Shaw Local

News   •   Sports   •   Obituaries   •   eNewspaper   •   Election   •   The Scene   •   175 Years
News - Joliet and Will County

Veterans Affairs secretary in Elwood, marks milestone for national cemeteries

National Cemetery Administration marks 50th anniversary

Denis McDonough, Secretary of Veteran Affairs, speaks at the National Cemetery Administration 50th Anniversary ceremony at the Abraham Lincoln National Cemetery in Elwood on Saturday, July 29.

ELWOOD – The head of the Department of Veterans Affairs joined local veterans and others Saturday at a ceremony in Elwood commemorating the 50th anniversary of the National Cemetery Administration.

Veterans Affairs Secretary Denis Richard McDonough spoke at Abraham Lincoln National Cemetery in Elwood.

“There’s no more appropriate place more appropriately named to celebrate the National Cemetery Administration’s 50th anniversary,” McDonough said.

While the NCA is 50 years old, the nation’s veterans cemetery system dates back to President Abraham Lincoln and the Civil War.

“Some things remain constant. The honorable selfless service of our veterans has not changed over time.”

—  Veterans Affairs Secretary Denis Richard McDonough

McDonough and others at the ceremony, including Matthew T. Quinn, who oversees the 155 national cemeteries as under secretary of memorial affairs, spoke of Lincoln’s role in starting the national cemetery system. The ceremony included Lincoln reenactor Randy Duncan of Carlinville reciting the Gettysburg Address, the speech given by Lincoln to honor the soldiers who died at the Battle of Gettysburg.

“Some things remain constant,” McDonough said. “The honorable selfless service of our veterans has not changed over time.”

Members of the John Whiteside Ceremonial Color Guard retire the Colors at the National Cemetery Administration 50th Anniversary ceremony at the Abraham Lincoln National Cemetery in Elwood on Saturday, July 29.

McDonough spoke at length about two soldiers with local roots for whom memorials have been erected at Abraham Lincoln National Cemetery.

One was Tech. Sgt. Sator “Sandy” Sanchez from Joliet, an aerial gunner in World War II whose body was never recovered after his B-17 bomber crashed in Germany in what McDonough said was Sanchez’s “66th and last mission.”

The other was 1st Sgt. George Theodore Hyatt, who served in the 127th Illinois Infantry during the Civil War and received the Medal of Honor for his actions at the Battle of Vicksburg. Hyatt’s remains were removed from a Lockport cemetery and interred at Abraham Lincoln National Cemetery when it opened in 1999.

McDonough said 615,000 Americans died in the Civil War.

Quinn talked about how the war and Lincoln changed the way the country treated the remains of soldiers and veterans.

“If you go back to 1862 during the horrors of the Civil War, the dead where they fell that’s where they were buried – buried by fellow soldiers trying to give them a fitting end,” Quinn said. “President Lincoln in 1862 said we have to do better.”

Quinn said the first 12 national cemeteries were established that year, and there were 88 by 1873.

Matthew Quinn, Under Secretary of Memorial Affairs, speaks at the National Cemetery Administration 50th Anniversary ceremony at the Abraham Lincoln National Cemetery in Elwood on Saturday, July 29.

Today, he said, the Veterans Affairs has established the Veterans Legacy Memorial, a digital platform that can be found on the VA website (va.gov/remember) and provides information about each of the 4.8 million veterans interred in national cemeteries.

“Going forward, we will continue to keep our veterans’ memories alive through the Veterans Legacy Memorial,” Quinn said.

The ceremony was part of an open house in which the public was invited to visit Abraham Lincoln National Cemetery to learn more about it.

Keeping alive the memory of veterans buried at the cemetery mattered to those who attended.

Denise Carson of Crest Hill, a veteran of the Women’s Army Corp., said she comes to the cemetery often to remember her late Uncle Howard Jensen, who served in the U.S. Navy during World War II.

“We came today because we are here to honor our fallen and remember their names,” Carson said.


Task brief:
All records must be restated word for word.
*** Opening Exercise materials ***
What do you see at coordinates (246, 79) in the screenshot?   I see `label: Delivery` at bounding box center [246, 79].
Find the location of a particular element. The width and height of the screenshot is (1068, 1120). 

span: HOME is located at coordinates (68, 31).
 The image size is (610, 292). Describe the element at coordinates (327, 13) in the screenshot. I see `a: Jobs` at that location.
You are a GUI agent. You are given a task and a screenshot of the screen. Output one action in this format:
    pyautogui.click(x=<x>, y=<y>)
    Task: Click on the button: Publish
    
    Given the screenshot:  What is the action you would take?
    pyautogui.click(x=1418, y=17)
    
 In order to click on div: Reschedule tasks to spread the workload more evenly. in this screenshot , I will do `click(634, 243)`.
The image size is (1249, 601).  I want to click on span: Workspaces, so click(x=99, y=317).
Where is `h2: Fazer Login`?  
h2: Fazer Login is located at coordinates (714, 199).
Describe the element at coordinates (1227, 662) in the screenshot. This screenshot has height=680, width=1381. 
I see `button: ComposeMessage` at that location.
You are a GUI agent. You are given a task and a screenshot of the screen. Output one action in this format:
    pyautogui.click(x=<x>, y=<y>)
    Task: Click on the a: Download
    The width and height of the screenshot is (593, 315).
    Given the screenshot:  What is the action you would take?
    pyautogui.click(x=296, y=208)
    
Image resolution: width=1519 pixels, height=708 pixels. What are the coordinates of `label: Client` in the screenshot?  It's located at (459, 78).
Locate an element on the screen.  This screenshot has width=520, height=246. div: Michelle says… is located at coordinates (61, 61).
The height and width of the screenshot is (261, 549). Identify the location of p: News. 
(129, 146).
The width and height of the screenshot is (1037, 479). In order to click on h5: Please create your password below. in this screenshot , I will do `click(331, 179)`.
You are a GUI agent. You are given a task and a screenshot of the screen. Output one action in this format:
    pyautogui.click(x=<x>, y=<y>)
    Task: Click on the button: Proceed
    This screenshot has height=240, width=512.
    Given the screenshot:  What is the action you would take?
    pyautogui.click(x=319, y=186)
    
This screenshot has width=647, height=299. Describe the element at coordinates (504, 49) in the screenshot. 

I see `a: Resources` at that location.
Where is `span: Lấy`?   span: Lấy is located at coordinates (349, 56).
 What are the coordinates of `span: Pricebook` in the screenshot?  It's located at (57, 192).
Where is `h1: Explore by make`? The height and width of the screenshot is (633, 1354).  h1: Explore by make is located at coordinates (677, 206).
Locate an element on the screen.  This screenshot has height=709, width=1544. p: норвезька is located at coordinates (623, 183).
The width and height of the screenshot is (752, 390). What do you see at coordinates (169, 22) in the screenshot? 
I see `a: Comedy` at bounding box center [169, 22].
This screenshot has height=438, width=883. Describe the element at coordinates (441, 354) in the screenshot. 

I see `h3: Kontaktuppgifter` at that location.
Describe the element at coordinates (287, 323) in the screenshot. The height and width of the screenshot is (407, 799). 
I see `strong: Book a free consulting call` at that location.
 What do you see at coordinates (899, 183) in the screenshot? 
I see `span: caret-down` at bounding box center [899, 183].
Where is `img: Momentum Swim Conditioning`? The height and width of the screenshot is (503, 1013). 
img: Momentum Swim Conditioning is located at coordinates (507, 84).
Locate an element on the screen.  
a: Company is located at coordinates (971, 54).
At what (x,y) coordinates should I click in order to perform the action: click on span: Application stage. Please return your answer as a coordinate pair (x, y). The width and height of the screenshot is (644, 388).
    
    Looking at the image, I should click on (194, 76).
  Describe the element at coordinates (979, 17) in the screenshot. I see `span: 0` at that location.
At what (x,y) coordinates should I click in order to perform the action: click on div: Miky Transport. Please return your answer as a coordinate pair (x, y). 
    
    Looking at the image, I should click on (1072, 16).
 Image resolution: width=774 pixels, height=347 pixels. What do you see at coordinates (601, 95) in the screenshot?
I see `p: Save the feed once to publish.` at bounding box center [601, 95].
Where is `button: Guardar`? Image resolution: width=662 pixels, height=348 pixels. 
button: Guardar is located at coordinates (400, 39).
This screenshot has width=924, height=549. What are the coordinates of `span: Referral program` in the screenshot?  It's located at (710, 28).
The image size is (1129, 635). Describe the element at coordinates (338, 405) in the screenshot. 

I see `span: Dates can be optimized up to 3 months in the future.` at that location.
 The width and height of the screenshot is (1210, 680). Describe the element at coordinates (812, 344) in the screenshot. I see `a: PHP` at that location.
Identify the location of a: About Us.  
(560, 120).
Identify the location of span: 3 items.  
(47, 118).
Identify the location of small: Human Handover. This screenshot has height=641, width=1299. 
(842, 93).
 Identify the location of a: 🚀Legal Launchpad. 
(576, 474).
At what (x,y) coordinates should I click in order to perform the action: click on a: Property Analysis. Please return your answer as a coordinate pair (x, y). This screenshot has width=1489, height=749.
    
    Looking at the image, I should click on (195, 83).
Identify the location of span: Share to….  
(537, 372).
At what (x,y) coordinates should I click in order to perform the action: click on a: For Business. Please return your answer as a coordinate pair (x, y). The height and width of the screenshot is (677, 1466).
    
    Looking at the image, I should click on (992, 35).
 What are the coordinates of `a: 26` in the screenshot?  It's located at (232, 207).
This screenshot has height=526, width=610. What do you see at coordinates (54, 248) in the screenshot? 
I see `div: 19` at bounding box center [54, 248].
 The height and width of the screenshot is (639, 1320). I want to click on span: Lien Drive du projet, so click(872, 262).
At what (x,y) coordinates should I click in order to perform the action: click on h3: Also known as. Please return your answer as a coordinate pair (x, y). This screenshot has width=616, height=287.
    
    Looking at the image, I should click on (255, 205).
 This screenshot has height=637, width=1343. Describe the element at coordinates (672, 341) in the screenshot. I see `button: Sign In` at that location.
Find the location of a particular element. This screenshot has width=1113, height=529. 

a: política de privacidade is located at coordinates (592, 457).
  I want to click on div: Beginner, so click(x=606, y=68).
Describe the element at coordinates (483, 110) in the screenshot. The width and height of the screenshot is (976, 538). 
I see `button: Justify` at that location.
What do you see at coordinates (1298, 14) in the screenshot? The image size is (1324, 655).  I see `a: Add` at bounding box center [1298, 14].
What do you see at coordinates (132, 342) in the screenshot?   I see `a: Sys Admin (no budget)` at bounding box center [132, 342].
*** Closing Exercise materials ***
Written solution:
What do you see at coordinates (246, 79) in the screenshot?   I see `label: Delivery` at bounding box center [246, 79].
Find the location of a particular element. The width and height of the screenshot is (1068, 1120). 

span: HOME is located at coordinates (68, 31).
 The image size is (610, 292). Describe the element at coordinates (327, 13) in the screenshot. I see `a: Jobs` at that location.
You are a GUI agent. You are given a task and a screenshot of the screen. Output one action in this format:
    pyautogui.click(x=<x>, y=<y>)
    Task: Click on the button: Publish
    
    Given the screenshot:  What is the action you would take?
    pyautogui.click(x=1418, y=17)
    
 In order to click on div: Reschedule tasks to spread the workload more evenly. in this screenshot , I will do `click(634, 243)`.
The image size is (1249, 601).  I want to click on span: Workspaces, so click(x=99, y=317).
Where is `h2: Fazer Login`?  
h2: Fazer Login is located at coordinates (714, 199).
Describe the element at coordinates (1227, 662) in the screenshot. This screenshot has height=680, width=1381. 
I see `button: ComposeMessage` at that location.
You are a GUI agent. You are given a task and a screenshot of the screen. Output one action in this format:
    pyautogui.click(x=<x>, y=<y>)
    Task: Click on the a: Download
    The width and height of the screenshot is (593, 315).
    Given the screenshot:  What is the action you would take?
    pyautogui.click(x=296, y=208)
    
Image resolution: width=1519 pixels, height=708 pixels. What are the coordinates of `label: Client` in the screenshot?  It's located at (459, 78).
Locate an element on the screen.  This screenshot has width=520, height=246. div: Michelle says… is located at coordinates (61, 61).
The height and width of the screenshot is (261, 549). Identify the location of p: News. 
(129, 146).
The width and height of the screenshot is (1037, 479). In order to click on h5: Please create your password below. in this screenshot , I will do `click(331, 179)`.
You are a GUI agent. You are given a task and a screenshot of the screen. Output one action in this format:
    pyautogui.click(x=<x>, y=<y>)
    Task: Click on the button: Proceed
    This screenshot has height=240, width=512.
    Given the screenshot:  What is the action you would take?
    pyautogui.click(x=319, y=186)
    
This screenshot has width=647, height=299. Describe the element at coordinates (504, 49) in the screenshot. 

I see `a: Resources` at that location.
Where is `span: Lấy`?   span: Lấy is located at coordinates (349, 56).
 What are the coordinates of `span: Pricebook` in the screenshot?  It's located at (57, 192).
Where is `h1: Explore by make`? The height and width of the screenshot is (633, 1354).  h1: Explore by make is located at coordinates (677, 206).
Locate an element on the screen.  This screenshot has height=709, width=1544. p: норвезька is located at coordinates (623, 183).
The width and height of the screenshot is (752, 390). What do you see at coordinates (169, 22) in the screenshot? 
I see `a: Comedy` at bounding box center [169, 22].
This screenshot has height=438, width=883. Describe the element at coordinates (441, 354) in the screenshot. 

I see `h3: Kontaktuppgifter` at that location.
Describe the element at coordinates (287, 323) in the screenshot. The height and width of the screenshot is (407, 799). 
I see `strong: Book a free consulting call` at that location.
 What do you see at coordinates (899, 183) in the screenshot? 
I see `span: caret-down` at bounding box center [899, 183].
Where is `img: Momentum Swim Conditioning`? The height and width of the screenshot is (503, 1013). 
img: Momentum Swim Conditioning is located at coordinates (507, 84).
Locate an element on the screen.  
a: Company is located at coordinates (971, 54).
At what (x,y) coordinates should I click in order to perform the action: click on span: Application stage. Please return your answer as a coordinate pair (x, y). The width and height of the screenshot is (644, 388).
    
    Looking at the image, I should click on (194, 76).
  Describe the element at coordinates (979, 17) in the screenshot. I see `span: 0` at that location.
At what (x,y) coordinates should I click in order to perform the action: click on div: Miky Transport. Please return your answer as a coordinate pair (x, y). 
    
    Looking at the image, I should click on (1072, 16).
 Image resolution: width=774 pixels, height=347 pixels. What do you see at coordinates (601, 95) in the screenshot?
I see `p: Save the feed once to publish.` at bounding box center [601, 95].
Where is `button: Guardar`? Image resolution: width=662 pixels, height=348 pixels. 
button: Guardar is located at coordinates (400, 39).
This screenshot has width=924, height=549. What are the coordinates of `span: Referral program` in the screenshot?  It's located at (710, 28).
The image size is (1129, 635). Describe the element at coordinates (338, 405) in the screenshot. 

I see `span: Dates can be optimized up to 3 months in the future.` at that location.
 The width and height of the screenshot is (1210, 680). Describe the element at coordinates (812, 344) in the screenshot. I see `a: PHP` at that location.
Identify the location of a: About Us.  
(560, 120).
Identify the location of span: 3 items.  
(47, 118).
Identify the location of small: Human Handover. This screenshot has height=641, width=1299. 
(842, 93).
 Identify the location of a: 🚀Legal Launchpad. 
(576, 474).
At what (x,y) coordinates should I click in order to perform the action: click on a: Property Analysis. Please return your answer as a coordinate pair (x, y). This screenshot has width=1489, height=749.
    
    Looking at the image, I should click on (195, 83).
Identify the location of span: Share to….  
(537, 372).
At what (x,y) coordinates should I click in order to perform the action: click on a: For Business. Please return your answer as a coordinate pair (x, y). The height and width of the screenshot is (677, 1466).
    
    Looking at the image, I should click on (992, 35).
 What are the coordinates of `a: 26` in the screenshot?  It's located at (232, 207).
This screenshot has height=526, width=610. What do you see at coordinates (54, 248) in the screenshot? 
I see `div: 19` at bounding box center [54, 248].
 The height and width of the screenshot is (639, 1320). I want to click on span: Lien Drive du projet, so click(872, 262).
At what (x,y) coordinates should I click in order to perform the action: click on h3: Also known as. Please return your answer as a coordinate pair (x, y). This screenshot has width=616, height=287.
    
    Looking at the image, I should click on (255, 205).
 This screenshot has height=637, width=1343. Describe the element at coordinates (672, 341) in the screenshot. I see `button: Sign In` at that location.
Find the location of a particular element. This screenshot has width=1113, height=529. 

a: política de privacidade is located at coordinates (592, 457).
  I want to click on div: Beginner, so click(x=606, y=68).
Describe the element at coordinates (483, 110) in the screenshot. The width and height of the screenshot is (976, 538). 
I see `button: Justify` at that location.
What do you see at coordinates (1298, 14) in the screenshot? The image size is (1324, 655).  I see `a: Add` at bounding box center [1298, 14].
What do you see at coordinates (132, 342) in the screenshot?   I see `a: Sys Admin (no budget)` at bounding box center [132, 342].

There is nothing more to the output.